Posts Tagged ‘Roger Corman’

Revival House: Nine Great DVD Audio Commentary Tracks

“Hey, roll it, ’cause I’ll tell ya, you know, you’re listening to a guy who learned a lot about ripping off movies from watching laserdiscs with director commentary.” —Paul Thomas Anderson, from the Boogie Nights audio commentary

Okay, so I’m an audio commentary junkie. Sometimes I’ll buy a movie I don’t particularly like all that much just because it has a commentary track or other cool extras. It seems like I’m always repurchasing some movie I already own simply because the new version has extra features.

In the laserdisc days there was Criterion. The very first audio commentary track was done by film historian Ronald Haver on the 1984 Criterion laserdisc of King Kong (1933). Unfortunately, many of those Criterion tracks still haven’t made it to DVD, including Martin Scorsese’s commentaries for Raging Bull and Taxi Driver, and Terry Gilliam’s for The Fisher King (all worth checking out, provided you can find a working laserdisc player).

BoogieNightsBoogie Nights (1997; director Paul Thomas Anderson). This is pretty much everything I look for in a commentary track, so it’s really too bad Anderson doesn’t seem to want to record them anymore (to date, this is the last one he’s done). There’s a lot of cool information here, including many anecdotes about the production of the film, but the real fun for me is hearing Anderson talk excitedly about how much he loves to write material for certain actors.

ANDERSON (on actor William H. Macy): And you know, everything you write, you better know what you’ve written, because he is going to say every single word exactly as you’ve written it. And he’ll sort of look at the punctuation, find out what it means. A dash means this, an ellipses means that. You know, this is in quotes, this has been underlined, this has been italicized … He’s all about finding out what the writer means, you know, and he studies the script clearly so well that as a director you don’t really have to do shit. You just have to watch him, because I feel like I did my job as a writer, so being a director was just being a fan.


Check every line of the entries that follow, and copy the ones containing "label".

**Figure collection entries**
__________

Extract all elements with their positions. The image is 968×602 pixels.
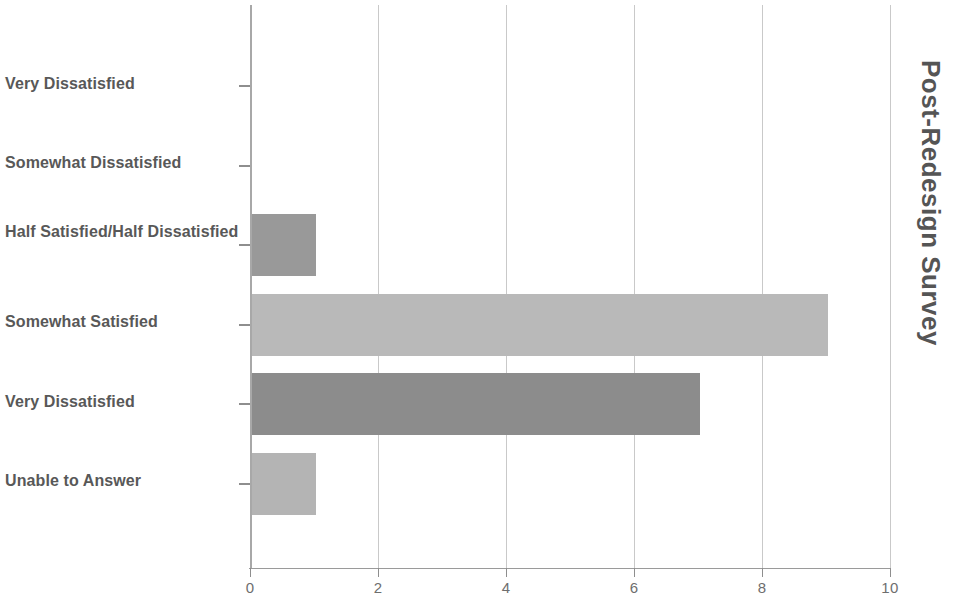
chart-container: Post-Redesign Survey Very DissatisfiedSo… bbox=[0, 0, 968, 602]
y-axis-tick bbox=[239, 165, 250, 167]
y-axis-tick bbox=[239, 403, 250, 405]
x-axis-tick-label: 0 bbox=[230, 579, 270, 596]
gridline-8 bbox=[762, 5, 763, 568]
bar bbox=[252, 294, 828, 356]
x-axis-tick bbox=[506, 568, 507, 577]
x-axis-tick-label: 6 bbox=[614, 579, 654, 596]
x-axis-tick-label: 10 bbox=[870, 579, 910, 596]
x-axis-line bbox=[249, 568, 891, 569]
x-axis-tick-label: 2 bbox=[358, 579, 398, 596]
category-label: Unable to Answer bbox=[5, 470, 241, 491]
x-axis-tick bbox=[890, 568, 891, 577]
chart-title: Post-Redesign Survey bbox=[915, 60, 946, 104]
gridline-2 bbox=[378, 5, 379, 568]
gridline-10 bbox=[890, 5, 891, 568]
category-label: Somewhat Dissatisfied bbox=[5, 152, 241, 173]
y-axis-tick bbox=[239, 85, 250, 87]
plot-area bbox=[250, 5, 890, 568]
bar bbox=[252, 214, 316, 276]
category-label: Very Dissatisfied bbox=[5, 391, 241, 412]
y-axis-tick bbox=[239, 324, 250, 326]
category-label: Somewhat Satisfied bbox=[5, 311, 241, 332]
x-axis-tick bbox=[250, 568, 251, 577]
gridline-4 bbox=[506, 5, 507, 568]
y-axis-tick bbox=[239, 244, 250, 246]
x-axis-tick bbox=[762, 568, 763, 577]
y-axis-tick bbox=[239, 483, 250, 485]
bar bbox=[252, 453, 316, 515]
bar bbox=[252, 373, 700, 435]
x-axis-tick bbox=[378, 568, 379, 577]
x-axis-tick-label: 4 bbox=[486, 579, 526, 596]
x-axis-tick bbox=[634, 568, 635, 577]
gridline-6 bbox=[634, 5, 635, 568]
x-axis-tick-label: 8 bbox=[742, 579, 782, 596]
category-label: Half Satisfied/Half Dissatisfied bbox=[5, 221, 241, 242]
category-label: Very Dissatisfied bbox=[5, 73, 241, 94]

__________

**WRITTEN RESPONSE**
x-axis-tick-label: 0 bbox=[230, 579, 270, 596]
x-axis-tick-label: 6 bbox=[614, 579, 654, 596]
x-axis-tick-label: 10 bbox=[870, 579, 910, 596]
x-axis-tick-label: 2 bbox=[358, 579, 398, 596]
category-label: Unable to Answer bbox=[5, 470, 241, 491]
category-label: Somewhat Dissatisfied bbox=[5, 152, 241, 173]
category-label: Very Dissatisfied bbox=[5, 391, 241, 412]
category-label: Somewhat Satisfied bbox=[5, 311, 241, 332]
x-axis-tick-label: 4 bbox=[486, 579, 526, 596]
x-axis-tick-label: 8 bbox=[742, 579, 782, 596]
category-label: Half Satisfied/Half Dissatisfied bbox=[5, 221, 241, 242]
category-label: Very Dissatisfied bbox=[5, 73, 241, 94]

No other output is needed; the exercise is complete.